Do you owe it to someone to tell them when you plan to confront their comments in public?
The first byline I ever had was published on Thursday, March 2, 1972, in The Times-Bulletin, the weekly newspaper of Boonton, New Jersey. I was a 15-year-old high-school student. I got the assignment because weeks earlier I had stopped by the newspaper’s offices and asked if they had any jobs. They didn’t, but I got a phone call asking me if I would be able to cover a local education board meeting for which they’d pay me $5 if it was published.
The piece was published, but when I went to pick up my check, I also received the stern advice that if I wanted to continue stringing for the newspaper, I had best learn to type better and not turn in copy with so many cross-outs and type overs. My writing career lasted longer than The Times-Bulletin, which ceased publication in 1979, about five years after I’d left town.
The second half of that first article was essentially a list of all the votes and committee appointments and similar housekeeping done by the board. But the first half of the article was reflected in the headline for the piece: “Athletics Criticism Countered.”
Apparently, at the previous board of education meeting, a resident had attended and bemoaned the inadequacy of the athletic programs offered at the local grade schools. The resident had not been on the agenda and hadn’t given anyone in the athletic department a heads up that he would be making his statement. “I came down here as an individual because it bothered me to see what was going on,” the resident said.
At the meeting I covered, Glenn Moore, who taught physical education to most every student who went through the Boonton public schools over a 32-year period beginning in the 1960s, had been scheduled to make a report about the status of the athletic program. But because the discontented resident had made his comments at the prior meeting, Moore decided he had to address them. An “awful lot of people called me up and said they thought it was unjust,” Moore said.
Moore had a choice. He could have simply dismissed the disappointed resident’s comments and got on with his report, or he could have ignored the topic altogether. Moore, however, chose to invite the resident to hear his report at the meeting and to ask any questions that might help him understand the status of the programs better.
Moore’s choice always stuck with me. It might have been easier to ignore that resident’s comments and to avoid making sure he was in the room when you planned to counter his argument. But it showed integrity and Moore did the right thing by letting the resident know ahead of time that he disagreed with his assessment, that he planned to detail specifics that ran counter to his complaints, and that he hoped to do it face to face so the resident could ask any questions he might still have.
No argument broke out. Questions were asked and answered. The board of education struggled as many local school boards do with funding the best athletics program it could, and Moore continued to be a beloved member of the community until his death at 89 in 2013.
Jeffrey L. Seglin, author of The Simple Art of Business Etiquette: How to Rise to the Top by Playing Nice, is a senior lecturer in public policy, emeritus, at Harvard's Kennedy School. He is also the administrator of www.jeffreyseglin.com, a blog focused on ethical issues.
Do you have ethical questions that you need to have answered? Send them to jeffreyseglin@gmail.com.
Follow him on Twitter @jseglin
(c) 2024 JEFFREY L. SEGLIN. Distributed by TRIBUNE CONTENT AGENCY, LLC.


## THE TASK:
Take the lines from the beginning of the material through the line containing "Image is 644x304 pixels." and retype them exactly, leaving the pictures out.

------------------------------------

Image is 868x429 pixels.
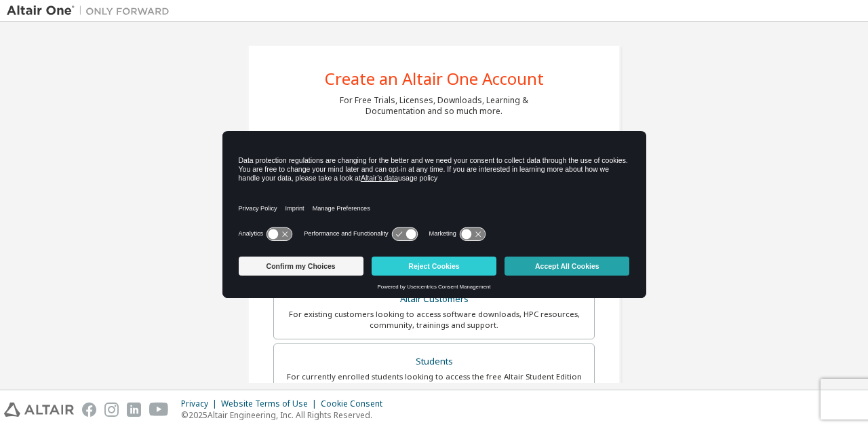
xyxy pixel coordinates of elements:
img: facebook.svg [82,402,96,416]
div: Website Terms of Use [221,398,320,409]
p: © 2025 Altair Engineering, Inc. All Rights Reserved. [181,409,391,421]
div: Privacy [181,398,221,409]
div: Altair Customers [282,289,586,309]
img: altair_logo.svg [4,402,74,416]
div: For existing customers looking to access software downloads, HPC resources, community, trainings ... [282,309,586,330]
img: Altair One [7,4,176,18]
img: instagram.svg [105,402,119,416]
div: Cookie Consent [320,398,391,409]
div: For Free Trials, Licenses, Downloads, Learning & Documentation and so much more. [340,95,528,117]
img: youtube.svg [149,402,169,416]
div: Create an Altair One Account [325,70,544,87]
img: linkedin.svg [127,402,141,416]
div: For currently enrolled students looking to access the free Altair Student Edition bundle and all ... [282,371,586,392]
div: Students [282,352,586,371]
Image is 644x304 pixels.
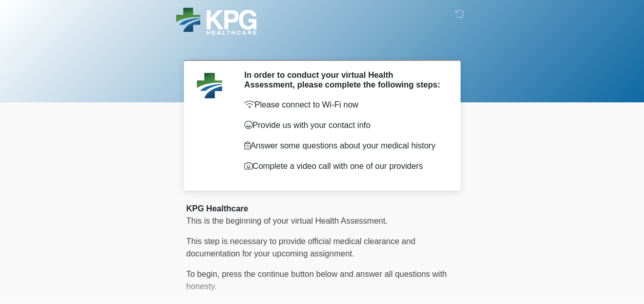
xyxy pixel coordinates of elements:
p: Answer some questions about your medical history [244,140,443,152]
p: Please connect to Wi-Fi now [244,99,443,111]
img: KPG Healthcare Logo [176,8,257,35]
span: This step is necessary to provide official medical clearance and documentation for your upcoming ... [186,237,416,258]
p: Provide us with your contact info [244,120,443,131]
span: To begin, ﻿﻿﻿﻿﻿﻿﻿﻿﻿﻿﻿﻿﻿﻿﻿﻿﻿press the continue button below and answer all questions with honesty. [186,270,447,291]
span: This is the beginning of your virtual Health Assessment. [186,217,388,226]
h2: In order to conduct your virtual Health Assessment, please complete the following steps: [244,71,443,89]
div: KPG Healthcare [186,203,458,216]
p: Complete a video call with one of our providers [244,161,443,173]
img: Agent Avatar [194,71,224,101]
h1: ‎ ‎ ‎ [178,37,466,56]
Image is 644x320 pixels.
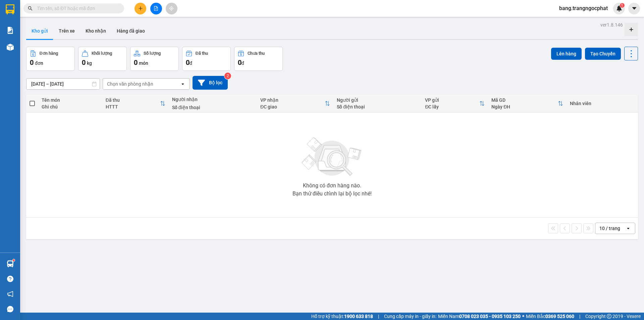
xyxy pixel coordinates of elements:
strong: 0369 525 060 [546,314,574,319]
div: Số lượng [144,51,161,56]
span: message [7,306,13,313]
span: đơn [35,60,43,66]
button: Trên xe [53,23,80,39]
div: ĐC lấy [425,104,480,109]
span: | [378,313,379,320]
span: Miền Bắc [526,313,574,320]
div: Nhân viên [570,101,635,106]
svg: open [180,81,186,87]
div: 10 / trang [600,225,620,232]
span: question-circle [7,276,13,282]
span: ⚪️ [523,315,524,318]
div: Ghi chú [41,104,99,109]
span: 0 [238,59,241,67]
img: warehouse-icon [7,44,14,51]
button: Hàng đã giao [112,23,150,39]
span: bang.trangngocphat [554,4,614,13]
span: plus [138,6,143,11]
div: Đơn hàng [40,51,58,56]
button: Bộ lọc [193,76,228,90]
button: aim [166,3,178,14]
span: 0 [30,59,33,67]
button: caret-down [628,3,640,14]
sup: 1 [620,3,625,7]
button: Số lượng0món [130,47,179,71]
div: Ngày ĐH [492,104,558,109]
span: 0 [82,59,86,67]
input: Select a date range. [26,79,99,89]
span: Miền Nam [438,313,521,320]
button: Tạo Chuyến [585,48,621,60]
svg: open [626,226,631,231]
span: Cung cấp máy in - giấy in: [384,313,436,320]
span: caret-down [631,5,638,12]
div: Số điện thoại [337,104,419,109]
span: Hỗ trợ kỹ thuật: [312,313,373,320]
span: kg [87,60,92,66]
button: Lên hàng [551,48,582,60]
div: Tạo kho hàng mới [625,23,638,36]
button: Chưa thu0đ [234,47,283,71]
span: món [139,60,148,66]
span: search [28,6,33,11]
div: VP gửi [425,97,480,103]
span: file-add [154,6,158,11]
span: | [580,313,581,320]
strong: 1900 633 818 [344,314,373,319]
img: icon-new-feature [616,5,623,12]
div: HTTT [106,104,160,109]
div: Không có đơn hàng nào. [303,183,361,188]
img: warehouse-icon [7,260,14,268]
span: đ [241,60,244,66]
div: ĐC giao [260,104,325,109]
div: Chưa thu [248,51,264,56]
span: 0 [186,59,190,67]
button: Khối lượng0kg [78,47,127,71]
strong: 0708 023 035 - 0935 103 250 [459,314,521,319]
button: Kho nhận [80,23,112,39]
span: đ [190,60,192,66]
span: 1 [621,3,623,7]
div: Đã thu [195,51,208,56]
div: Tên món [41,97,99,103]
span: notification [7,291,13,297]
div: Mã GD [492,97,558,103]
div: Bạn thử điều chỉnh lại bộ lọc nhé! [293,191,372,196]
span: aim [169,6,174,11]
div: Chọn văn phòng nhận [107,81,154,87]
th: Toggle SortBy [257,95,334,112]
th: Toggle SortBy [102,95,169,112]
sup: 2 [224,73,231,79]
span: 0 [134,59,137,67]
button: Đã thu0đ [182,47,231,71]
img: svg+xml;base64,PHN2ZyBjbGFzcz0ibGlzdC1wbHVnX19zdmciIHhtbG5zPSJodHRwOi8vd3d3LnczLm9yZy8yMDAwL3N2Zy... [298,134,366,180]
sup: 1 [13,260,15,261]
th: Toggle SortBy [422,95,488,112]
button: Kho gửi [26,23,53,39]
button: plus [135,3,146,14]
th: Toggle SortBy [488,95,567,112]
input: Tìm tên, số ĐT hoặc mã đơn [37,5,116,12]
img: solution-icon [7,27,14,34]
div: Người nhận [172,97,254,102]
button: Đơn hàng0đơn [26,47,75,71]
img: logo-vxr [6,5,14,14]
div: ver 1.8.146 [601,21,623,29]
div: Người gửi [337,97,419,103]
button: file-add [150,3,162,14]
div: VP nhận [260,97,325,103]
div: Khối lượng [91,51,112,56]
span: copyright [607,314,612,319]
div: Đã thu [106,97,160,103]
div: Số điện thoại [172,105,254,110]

------------------------------------

## EXERCISE RESPONSE:
Image is 868x429 pixels.
xyxy pixel coordinates of elements:
img: facebook.svg [82,402,96,416]
div: Website Terms of Use [221,398,320,409]
p: © 2025 Altair Engineering, Inc. All Rights Reserved. [181,409,391,421]
div: Privacy [181,398,221,409]
div: Altair Customers [282,289,586,309]
img: altair_logo.svg [4,402,74,416]
div: For existing customers looking to access software downloads, HPC resources, community, trainings ... [282,309,586,330]
img: Altair One [7,4,176,18]
img: instagram.svg [105,402,119,416]
div: Cookie Consent [320,398,391,409]
div: For Free Trials, Licenses, Downloads, Learning & Documentation and so much more. [340,95,528,117]
img: youtube.svg [149,402,169,416]
div: Create an Altair One Account [325,70,544,87]
img: linkedin.svg [127,402,141,416]
div: For currently enrolled students looking to access the free Altair Student Edition bundle and all ... [282,371,586,392]
div: Students [282,352,586,371]
Image is 644x304 pixels.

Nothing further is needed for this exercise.